Q&A with Nancy Bellucci

About Nancy Bellucci

Nancy Bellucci is a faculty program director with Excelsior University’s graduate nursing program. She has been with Excelsior since July 2021 overseeing faculty and courses in both bachelor’s and master’s nursing programs.

Bellucci earned a PhD in nursing education from Capella University, and master’s and bachelor’s degrees in nursing education from Thomas Edison State College. She holds a certificate in nursing education from Thomas Edison State College and is a certified nurse educator (NLN). Bellucci has held multiple clinical nursing and academic nursing positions since becoming a nurse in 2006. She has taught nursing leadership, health care policy and finance, nursing informatics, evidence-based practice, capstone courses, and professional roles and values

Bellucci has written many articles for the American Nurses Association, NurseTogether, RN Journal, dailynurse.com, and Nurse.com. She has presented original research and other presentations at the National League for Nursing’s Education Summit, the Sigma Theta Tau International Conference on Healthy Work Environments, and the Association of periOperative Registered Nurses (AORN) National Summit.

At Excelsior, Bellucci oversees the nursing informatics, research, and Capstone courses for the bachelor’s in nursing program and the courses in the Master of Science Nursing Informatics program.

We asked Bellucci about her career, nursing Capstone courses, and takeaways for Excelsior students in the bachelor’s and master’s in nursing programs. Check out her answers below.

Q&A with Nancy Bellucci

Q: Can you briefly describe your nursing career?
A: I was a nurse starting in 2006. I came into nursing late in life; I had already had a full career working in an office and in our boat dealership. We sold our business, and a retired nurse mentioned, “Why don’t you be a nurse?” So the journey began there.

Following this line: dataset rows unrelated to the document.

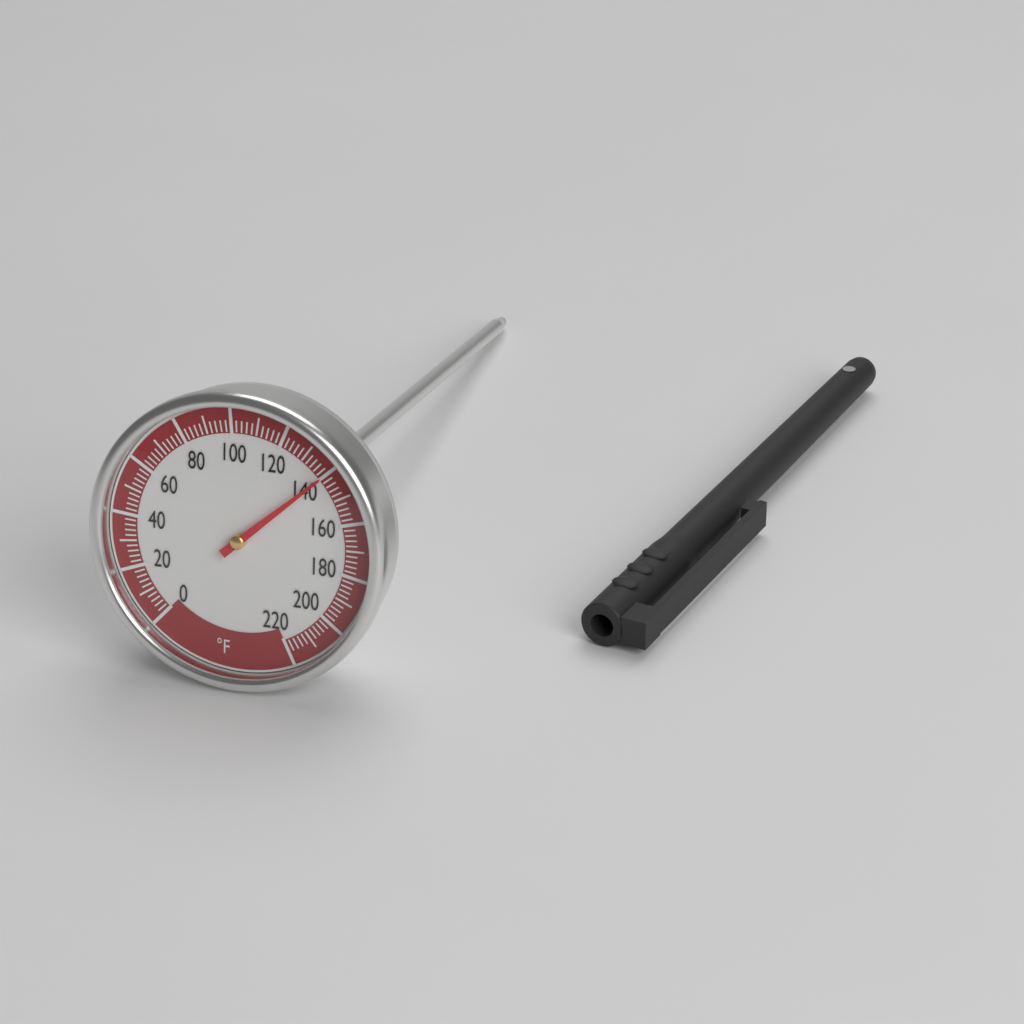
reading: 140 °F
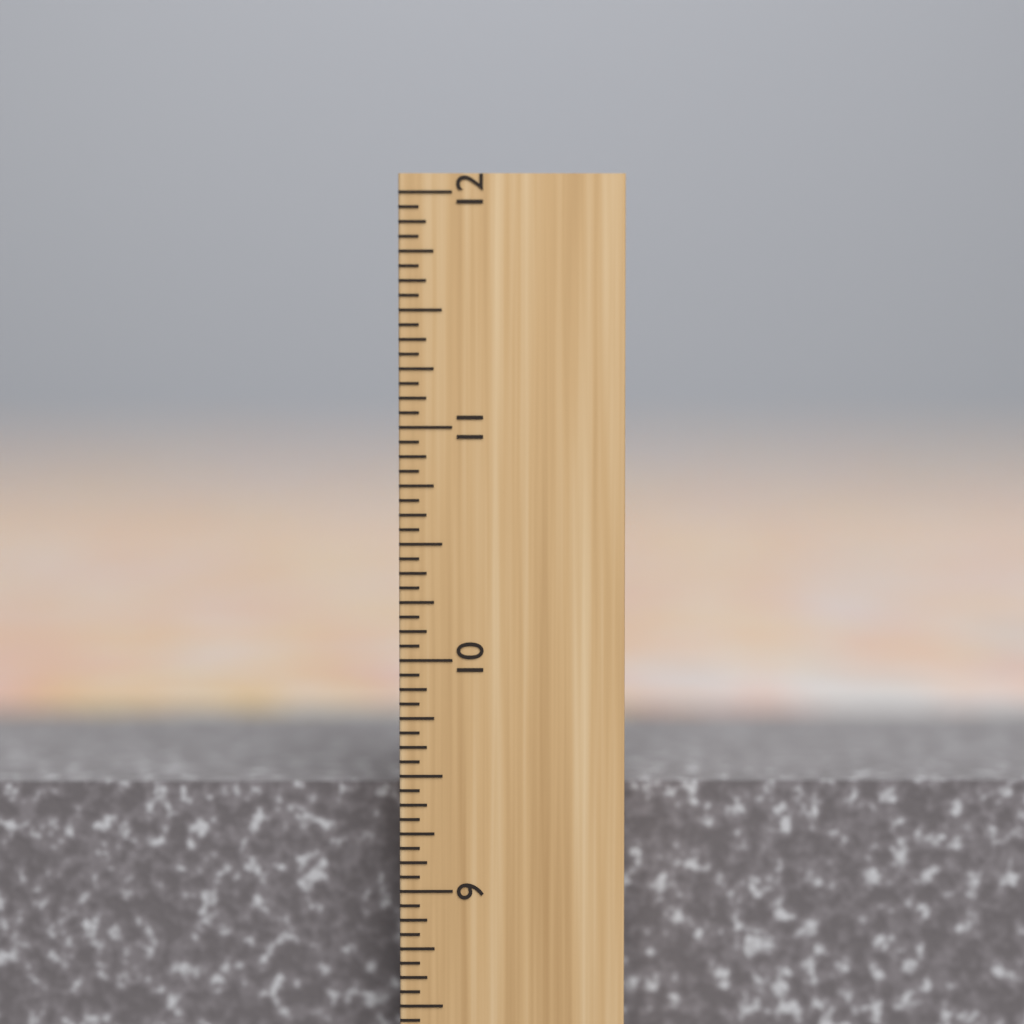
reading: 9.4375 inch
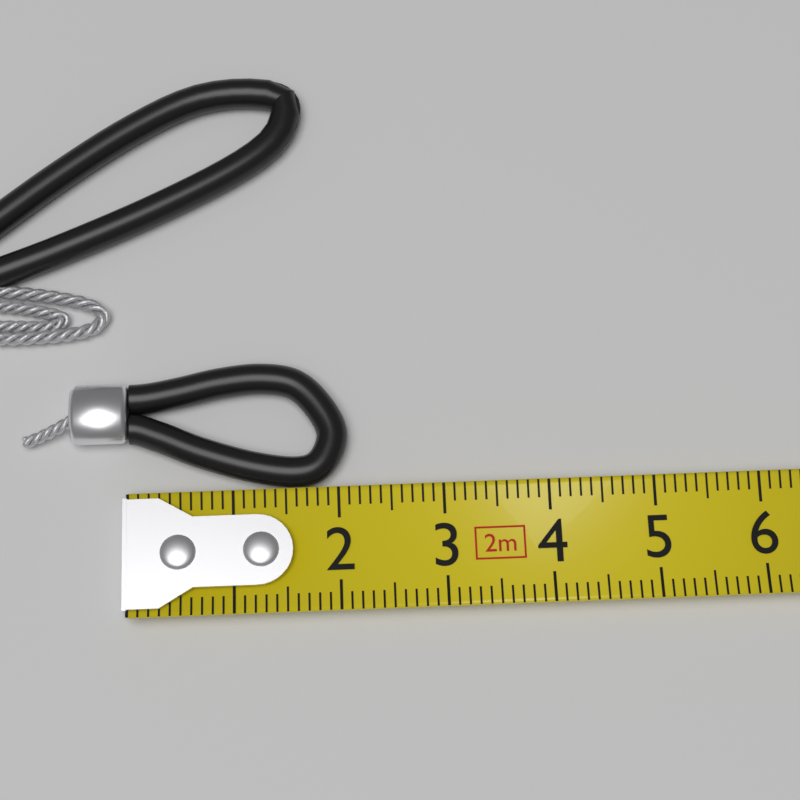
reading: 2.1 cm
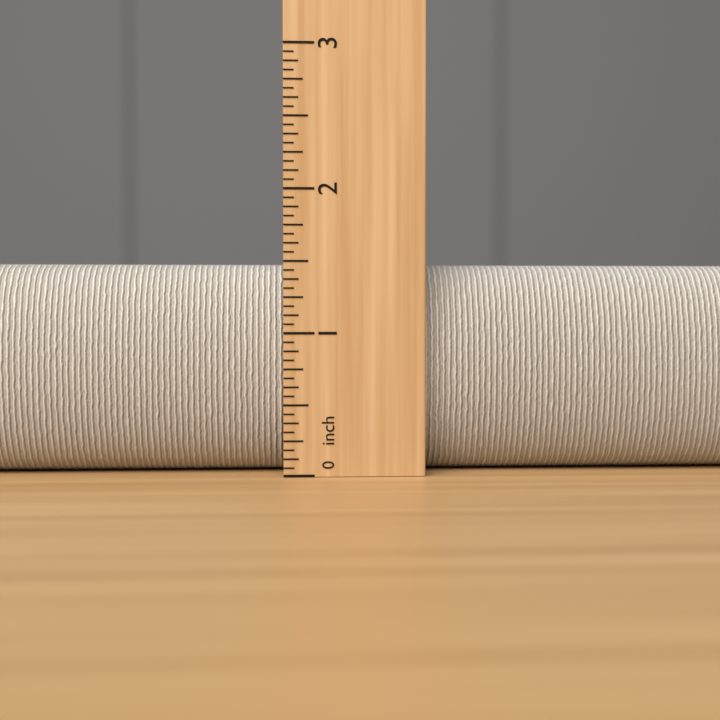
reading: 1.5000 inch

Q: What topics or areas of nursing do you have expertise in?
A: I started out in med-surg nursing and then worked my way into the operating room where I scrubbed in and did all kinds of interesting surgeries. From there, I became a clinical development specialist and oversaw eight surgical units with 144 staff members and did all their clinical education. Then I got involved in nursing academics and have been here ever since.

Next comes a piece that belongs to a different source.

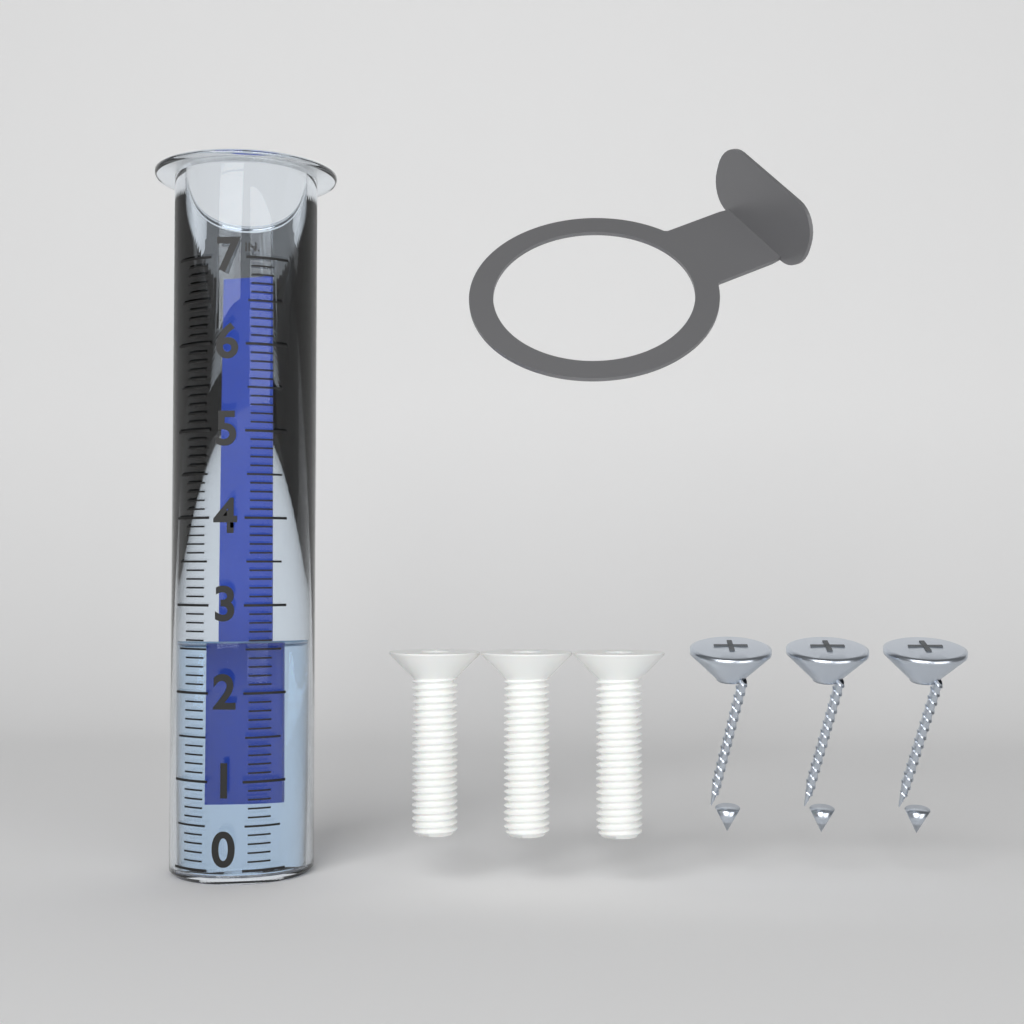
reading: 2.6 in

Q: What is your role at Excelsior?
A: I’m a faculty program director. So what that means is I not only help develop our faculty who teach, but also help to do curriculum design, which I’m passionate about. I try to bring that real-world experience into the online setting…I give back to nursing; I get to give my expertise.

Q: What can students expect from the bachelor’s Capstone course you teach?
A: We’ve just redeveloped the Capstone for the bachelor’s program, and we’ve done it in a way that helps students build a quality improvement project. They take a topic that they’re passionate about—something that they think needs to be changed in the clinical setting—and they work through with a mentor who they choose, to develop that plan incrementally over the course of 15 weeks. And then hopefully many of the students that I’m teaching right now have implemented their plan and are starting to see the benefits of their voice in the creation of process and policy change.

Q: What about the master’s in nursing informatics Capstone?
A: Currently I’m recreating the nursing informatics Capstone. It’s very similar to the bachelor’s Capstone in that it’s rigorous—15 weeks. We scaffold the assignments, meaning that the student has to build a systems plan as the project manager and a leader because nursing informatics isn’t just about informatics or health information, it’s about leading a project, working on interprofessional teams, collaborating with one another, and creating lasting change. So just as you see in the bachelor’s Capstone, and all of our master’s Capstones, we are working to help students select a topic and decide how they want to attempt to create the change. So we’re really working to help them build a final product that they can use in the real world.

Q: What do you hope students will take away from the bachelor’s and master’s in nursing programs?
A: We’re in really challenging times in nursing. Nurses are now having to get a bachelor’s degree, and it’s become a requirement of work where they can’t progress in their profession unless they have one…So I hope that they take away from this that it’s not just to have to—it’s yours. I mean you own it. It’s your degree, no one can take it from you, and it still should be that badge of honor. And for the master’s, I hope that you realize that you can create change, you can promote others, you can promote yourself; you can be a benefit to nursing.